Paramount decides to reboot the Star Trek saga at the cinema with a brand new film
Goodbye Chris Pine. The JJ Abrams trilogy fizzled out. The franchise will relaunch in theaters with a new team.
The Federation is recruiting new blood.
Paramount has decided to relaunch its saga Star Trek at the cinema with a brand new film entrusted to the duo Jonathan Goldstein and John Francis Daley, the directors of Dungeons & Dragons: Thieves’ Honor and co-writers of Spider-Man: Homecoming. Objective: to get the engines running again after ten years without an expedition to the big screen.
This project will not continue the saga initiated by JJ Abrams in the 2000s and will not include Chris Pine, nor any member of the crew launched in 2009. The new film, intended for the cinema, will therefore not be a 4th opus of the adventures of young James T. Kirk. It will also not be linked to the series that have been running for a decade on Paramount + (Discovery, Picard Or Strange New Worlds) nor even to the numerous projects aborted in recent years. In short: Paramount is starting from a blank page.
From Star Trek: Limitless in 2016, the construction of a new feature film experienced more turbulence than a flight into an ion storm. Chris Hemsworth almost returned as the (deceased) father of Captain Kirk. Quentin Tarantino considered a Star Trek ’30s gangster style. Noah Hawley and Matt Shakman came so close to filming that sets were already under construction, before both projects collapsed.
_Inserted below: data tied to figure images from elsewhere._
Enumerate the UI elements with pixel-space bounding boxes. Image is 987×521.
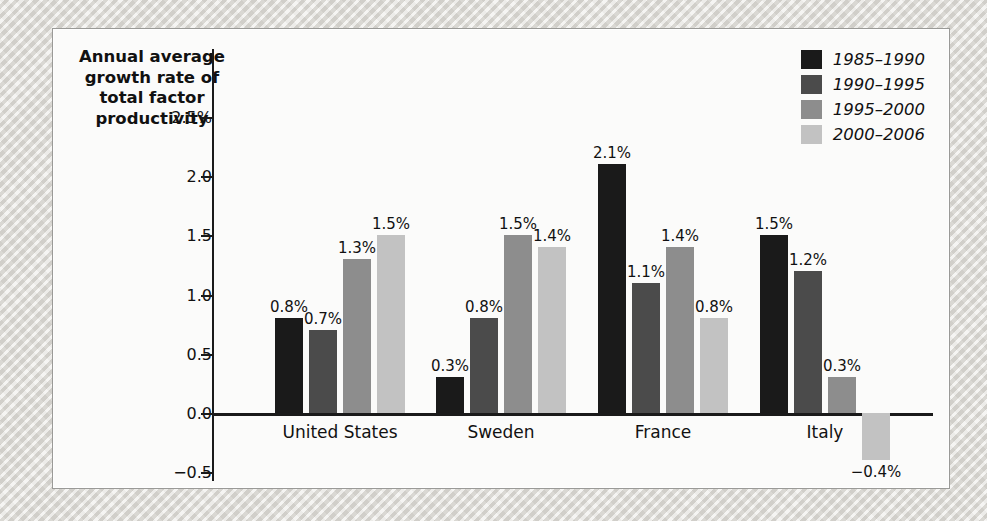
bar-value-label: 1.5% [755, 215, 793, 233]
legend-item-label: 1985–1990 [833, 50, 925, 69]
bar-value-label: 0.7% [304, 310, 342, 328]
chart-panel: Annual average growth rate of total fact… [52, 28, 950, 489]
x-axis-label-sweden: Sweden [467, 422, 534, 442]
bar [862, 413, 890, 460]
bar [470, 318, 498, 413]
y-axis-tick-mark [201, 176, 214, 178]
y-axis-line [212, 49, 214, 481]
bar-chart: Annual average growth rate of total fact… [53, 29, 949, 488]
legend-item-label: 1995–2000 [833, 100, 925, 119]
legend-item-label: 1990–1995 [833, 75, 925, 94]
legend-color-swatch [801, 100, 822, 119]
y-axis-tick-mark [201, 295, 214, 297]
x-axis-label-italy: Italy [807, 422, 844, 442]
legend-color-swatch [801, 125, 822, 144]
bar-value-label: 0.8% [695, 298, 733, 316]
bar [343, 259, 371, 413]
bar [538, 247, 566, 413]
legend-item-label: 2000–2006 [833, 125, 925, 144]
legend-item: 2000–2006 [801, 122, 925, 147]
bar-value-label: 1.3% [338, 239, 376, 257]
x-axis-label-france: France [635, 422, 692, 442]
bar [760, 235, 788, 413]
bar [504, 235, 532, 413]
bar-value-label: 1.1% [627, 263, 665, 281]
y-axis-tick-mark [201, 354, 214, 356]
y-axis-tick-mark [201, 235, 214, 237]
bar-value-label: 2.1% [593, 144, 631, 162]
legend-item: 1995–2000 [801, 97, 925, 122]
legend-item: 1990–1995 [801, 72, 925, 97]
legend-color-swatch [801, 50, 822, 69]
y-axis-tick-mark [201, 117, 214, 119]
bar [632, 283, 660, 413]
bar [377, 235, 405, 413]
bar [666, 247, 694, 413]
bar [309, 330, 337, 413]
bar-value-label: 1.4% [533, 227, 571, 245]
bar [700, 318, 728, 413]
legend-color-swatch [801, 75, 822, 94]
bar-value-label: 1.5% [499, 215, 537, 233]
zero-baseline [212, 413, 933, 416]
bar-value-label: 0.8% [465, 298, 503, 316]
y-axis-tick-mark [201, 472, 214, 474]
bar-value-label: 1.2% [789, 251, 827, 269]
bar [275, 318, 303, 413]
y-axis-tick-mark [201, 413, 214, 415]
bar-value-label: 0.3% [431, 357, 469, 375]
legend-item: 1985–1990 [801, 47, 925, 72]
bar [598, 164, 626, 413]
x-axis-label-united-states: United States [282, 422, 397, 442]
bar [794, 271, 822, 413]
bar [828, 377, 856, 413]
bar-value-label: 0.8% [270, 298, 308, 316]
bar-value-label: 1.4% [661, 227, 699, 245]
bar-value-label: 0.3% [823, 357, 861, 375]
bar-value-label: 1.5% [372, 215, 410, 233]
bar-value-label: −0.4% [851, 463, 902, 481]
bar [436, 377, 464, 413]
chart-legend: 1985–19901990–19951995–20002000–2006 [801, 47, 925, 147]
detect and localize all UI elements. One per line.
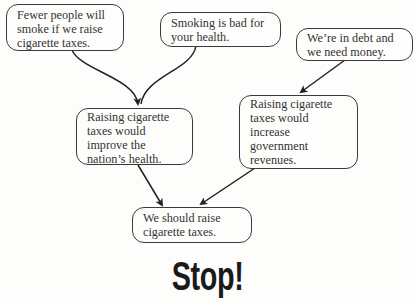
subconclusion-text: Raising cigarette taxes would increase g… [250,97,349,167]
conclusion-box: We should raise cigarette taxes. [132,207,252,243]
premise-box-bad-health: Smoking is bad for your health. [160,12,281,47]
arrow-a-to-d [72,50,138,104]
subconclusion-text: Raising cigarette taxes would improve th… [87,110,184,166]
conclusion-text: We should raise cigarette taxes. [143,211,243,239]
arrow-c-to-e [301,60,345,92]
document-page: Fewer people will smoke if we raise ciga… [0,0,415,303]
premise-text: Fewer people will smoke if we raise ciga… [17,8,115,50]
premise-text: Smoking is bad for your health. [171,16,272,44]
subconclusion-box-health: Raising cigarette taxes would improve th… [76,108,193,165]
premise-box-debt: We’re in debt and we need money. [296,28,413,61]
arrow-d-to-f [138,165,162,205]
arrow-e-to-f [201,168,255,204]
arrow-b-to-d [141,46,196,104]
premise-text: We’re in debt and we need money. [307,31,404,59]
subconclusion-box-revenue: Raising cigarette taxes would increase g… [239,95,358,169]
premise-box-fewer-smokers: Fewer people will smoke if we raise ciga… [6,4,124,51]
stop-heading: Stop! [58,252,357,300]
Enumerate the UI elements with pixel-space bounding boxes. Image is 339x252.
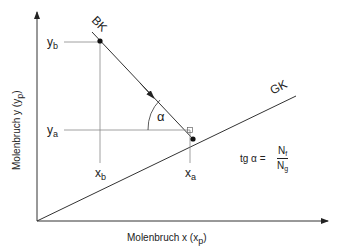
direction-arrow: [140, 83, 152, 96]
label-ya: ya: [47, 124, 58, 139]
xb-sub: b: [101, 172, 106, 182]
label-alpha: α: [157, 110, 165, 123]
label-xa: xa: [185, 167, 196, 182]
formula-lhs: tg α =: [240, 154, 266, 164]
point-top: [97, 38, 102, 43]
point-operating: [190, 136, 195, 141]
y-axis-title: Molenbruch y (yp): [12, 91, 25, 171]
label-xb: xb: [95, 167, 106, 182]
label-yb: yb: [47, 36, 58, 51]
x-axis-title: Molenbruch x (xp): [127, 233, 207, 246]
formula-fraction: Nf Ng: [277, 145, 288, 172]
ya-sub: a: [53, 129, 58, 139]
formula-numerator: Nf: [277, 145, 288, 159]
xa-sub: a: [191, 172, 196, 182]
formula-denominator: Ng: [277, 159, 288, 172]
yb-sub: b: [53, 41, 58, 51]
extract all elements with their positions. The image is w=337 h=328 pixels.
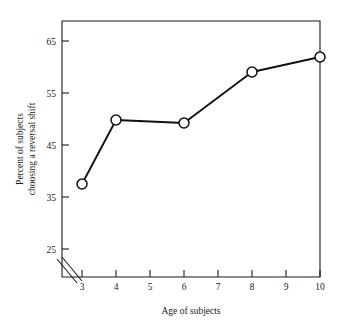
data-point-age-10[interactable] [315, 52, 325, 62]
x-tick-label-7: 7 [216, 282, 221, 292]
x-tick-label-6: 6 [182, 282, 187, 292]
y-tick-label-25: 25 [47, 245, 57, 255]
y-axis-title-line1: Percent of subjects [15, 113, 25, 185]
data-point-age-6[interactable] [179, 118, 189, 128]
y-axis-title-line2: choosing a reversal shift [27, 102, 37, 195]
data-point-age-4[interactable] [111, 115, 121, 125]
data-point-age-8[interactable] [247, 67, 257, 77]
x-tick-label-9: 9 [284, 282, 289, 292]
x-tick-label-10: 10 [315, 282, 325, 292]
x-tick-label-5: 5 [148, 282, 153, 292]
data-point-age-3[interactable] [77, 179, 87, 189]
y-tick-label-55: 55 [47, 89, 57, 99]
chart-background [0, 0, 337, 328]
x-tick-label-3: 3 [80, 282, 85, 292]
y-tick-label-65: 65 [47, 37, 57, 47]
y-tick-label-45: 45 [47, 141, 57, 151]
x-tick-label-4: 4 [114, 282, 119, 292]
chart-figure: 65 55 45 35 25 3 4 5 6 7 8 9 10 [0, 0, 337, 328]
x-axis-title: Age of subjects [161, 306, 220, 316]
y-tick-label-35: 35 [47, 193, 57, 203]
line-chart: 65 55 45 35 25 3 4 5 6 7 8 9 10 [0, 0, 337, 328]
x-tick-label-8: 8 [250, 282, 255, 292]
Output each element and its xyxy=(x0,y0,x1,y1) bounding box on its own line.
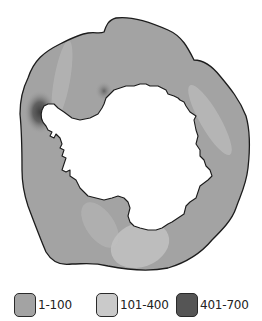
map-graphic xyxy=(0,0,262,285)
map-legend: 1-100 101-400 401-700 xyxy=(0,286,262,321)
legend-label: 1-100 xyxy=(38,298,72,312)
legend-item-101-400: 101-400 xyxy=(96,292,169,318)
legend-label: 101-400 xyxy=(120,298,169,312)
legend-swatch-medium xyxy=(96,293,118,317)
legend-item-1-100: 1-100 xyxy=(14,292,72,318)
legend-swatch-low xyxy=(14,293,36,317)
legend-swatch-high xyxy=(176,293,198,317)
legend-label: 401-700 xyxy=(200,298,249,312)
legend-item-401-700: 401-700 xyxy=(176,292,249,318)
antarctica-map xyxy=(0,0,262,285)
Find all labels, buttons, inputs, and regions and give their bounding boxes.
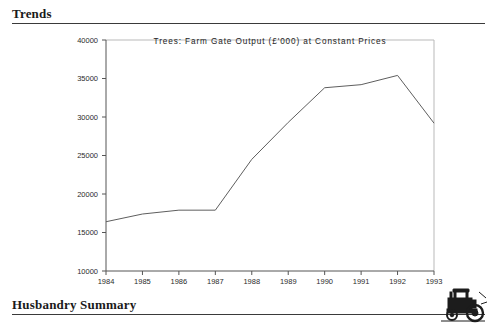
x-axis-ticks: 1984198519861987198819891990199119921993 xyxy=(98,271,443,285)
trends-divider xyxy=(12,23,485,24)
x-tick-label: 1985 xyxy=(134,277,151,285)
y-tick-label: 30000 xyxy=(77,113,98,122)
chart-axes xyxy=(106,40,434,271)
trends-chart: 10000150002000025000300003500040000 1984… xyxy=(0,30,495,285)
chart-title: Trees: Farm Gate Output (£'000) at Const… xyxy=(154,37,387,46)
husbandry-title: Husbandry Summary xyxy=(0,297,495,312)
x-tick-label: 1992 xyxy=(389,277,406,285)
y-tick-label: 40000 xyxy=(77,36,98,45)
chart-frame xyxy=(106,40,434,271)
x-tick-label: 1989 xyxy=(280,277,297,285)
x-tick-label: 1986 xyxy=(171,277,188,285)
y-tick-label: 25000 xyxy=(77,151,98,160)
x-tick-label: 1993 xyxy=(426,277,443,285)
series-line-trees-output xyxy=(106,75,434,221)
y-tick-label: 15000 xyxy=(77,228,98,237)
husbandry-section-header: Husbandry Summary xyxy=(0,297,495,315)
x-tick-label: 1987 xyxy=(207,277,224,285)
trends-section-header: Trends xyxy=(0,6,495,24)
y-axis-ticks: 10000150002000025000300003500040000 xyxy=(77,36,106,276)
x-tick-label: 1984 xyxy=(98,277,115,285)
x-tick-label: 1990 xyxy=(316,277,333,285)
x-tick-label: 1991 xyxy=(353,277,370,285)
x-tick-label: 1988 xyxy=(243,277,260,285)
trends-title: Trends xyxy=(0,6,495,21)
tractor-icon xyxy=(439,286,489,324)
y-tick-label: 35000 xyxy=(77,74,98,83)
y-tick-label: 10000 xyxy=(77,267,98,276)
y-tick-label: 20000 xyxy=(77,190,98,199)
husbandry-divider xyxy=(12,314,485,315)
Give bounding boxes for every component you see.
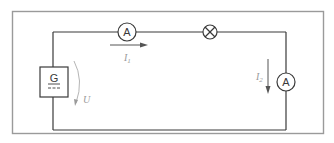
lamp bbox=[203, 25, 217, 39]
circuit-wires bbox=[53, 32, 286, 130]
ammeter-right: A bbox=[277, 73, 295, 91]
ammeter-right-label: A bbox=[282, 76, 290, 88]
ammeter-top: A bbox=[118, 23, 136, 41]
ammeter-top-label: A bbox=[123, 26, 131, 38]
generator-label: G bbox=[50, 72, 59, 84]
circuit-diagram: A A G I1 I2 U bbox=[0, 0, 334, 143]
current-i2-arrow: I2 bbox=[255, 59, 271, 94]
voltage-u-arrow: U bbox=[74, 61, 91, 106]
voltage-u-label: U bbox=[83, 94, 91, 105]
current-i1-label: I1 bbox=[123, 52, 131, 65]
current-i2-label: I2 bbox=[255, 71, 263, 84]
current-i1-arrow: I1 bbox=[110, 43, 148, 66]
generator: G bbox=[40, 67, 68, 97]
The two directors have since left to colonize other galaxies: Hawley with Alien: Earth for FX, Shakman with Fantastic Four cat Marvel.
Paramount eventually flirted with the idea of a final chapter written by Steve Yockey, bringing together Chris Pine, Zachary Quinto and Zoe Saldaña. Then a original movie entrusted to Toby Haynes (Andor) from a script by Seth Grahame-Smith. Today, both projects are drifting in the void of space…
But the studio hopes to have taken a step back to jump better. Because restart Star Trek has been a priority since David Ellison-led Skydance took over Paramount this summer. The franchise remains one of the studio’s most treasured gems.
Jonathan Goldstein and John Francis Daley (the late Sweets for fans of Bones) are old accomplices of Skydance: their film Maydaystarring Ryan Reynolds and Kenneth Branagh, produced through their GoldDay banner, will soon land on Apple TV+. We also owe them comedy Game Night.
So will they be able to restart the Enterprise’s engines? And with which Captain in command? For now, nothing has been revealed about the script.